The tabloids weren't the only ones -- in fact not even the very first. In a stunning departure from norm and tradition, even the mainline American media printedthe names with the venerable and usually cautious The New York Times first of the block. Times Managing Editor Bill Keller said the paper printed the names because so many people had seen the crime, most people in Jonesboro knew the suspects' identities, and "exploring the suspects' backgrounds was an important part of understanding the story."

The Washington Post followed a day later, noting that the paper ordinarily does not name juveniles accused of crimes unless they have been charged as adults and arguing that the "paper decided to identify the Jonesboro boys because their names and photographs were published in their hometown paper and in many other newspapers around the country, and were broadcast by the major television networks."

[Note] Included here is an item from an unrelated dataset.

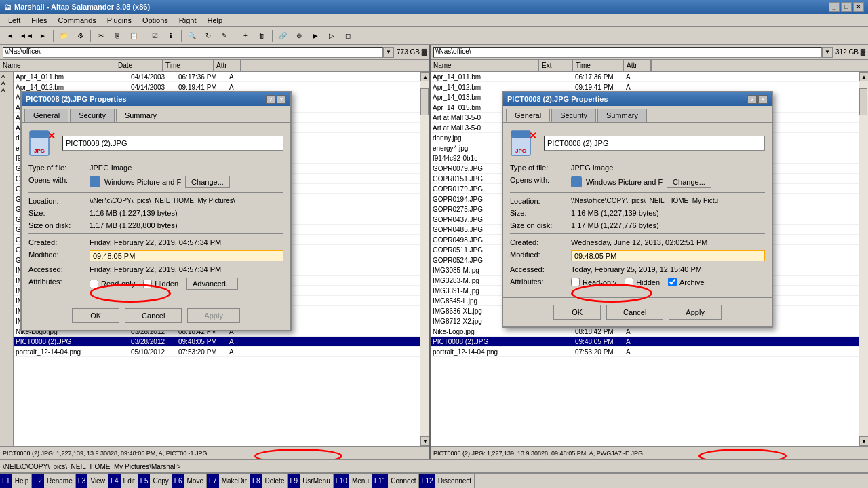 The height and width of the screenshot is (488, 868). Describe the element at coordinates (216, 20) in the screenshot. I see `menu-help: Help` at that location.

Meanwhile, talk radio and television is awash with hand wringing and soul searching over school violence in America. Although, figures for 1995 showed over 700 murderers aged 15 and below, there is little to suggest that school violence isincreasing. In fact, one report released by a Washington-based non-profit organisation Justice Policy Institute on Wednesday showed juvenile homicide arrests decreased 30 percent between 1994 and 1996, although some say the problem is becoming acute in rural areas. Overall, crime in America is also dropping and a general sense of well-being pervaded the nation's big cities before the latest outrage.

But that's the spiel offered by city fathers and law-and-order experts. Sociologists and psychologists on the other hand are zeroing in on children and the environment they are growing up in to explain the bizarre outbreak of violence which has seen two other Jonesboro-like incidents in the past five months. Lack of parental bonding and too much trash television are being identified as the principle causes of such dysfunctional behaviour.

The gun culture in the American South is also being fleshed out. Despite the media's tendency to show that juvenile crime and violence is largely urban, inner-city, blackphenomena, the latest incidents show that the problem exists in the restless rural south, where carrying guns is a part of the local culture and folklore.

Says New Jersey criminologist Brian Levin: "In the past, rural areas were somewhat insulated from the bombardment of negative stimuli such as violence, drugs and gangs. Now you have movies and cable and the Internet in rural areas. Evil has a nice direct marketing pipeline to rural areas that it didn't have in decades past."

The Jonesboro massacre has also rekindled the simmering debate about the gun culture in a country in which the right to bear arms is constitutionally enshrined. About half of all Americans are said to live in households with guns and the National Rifle Association (NRA) is one of the most powerful lobbying forces in the country. But increasing access to guns by young kids is helping liberal democrats drum up support against the NRA.

In a 1993 national survey of sixth-to 12th-graders, 15 percent said they had carried a gun in thelast month, and four percent said they had taken a gun to school the previous year. Consigned to the backburner in recent days, the NRA vs Other debate will boom again.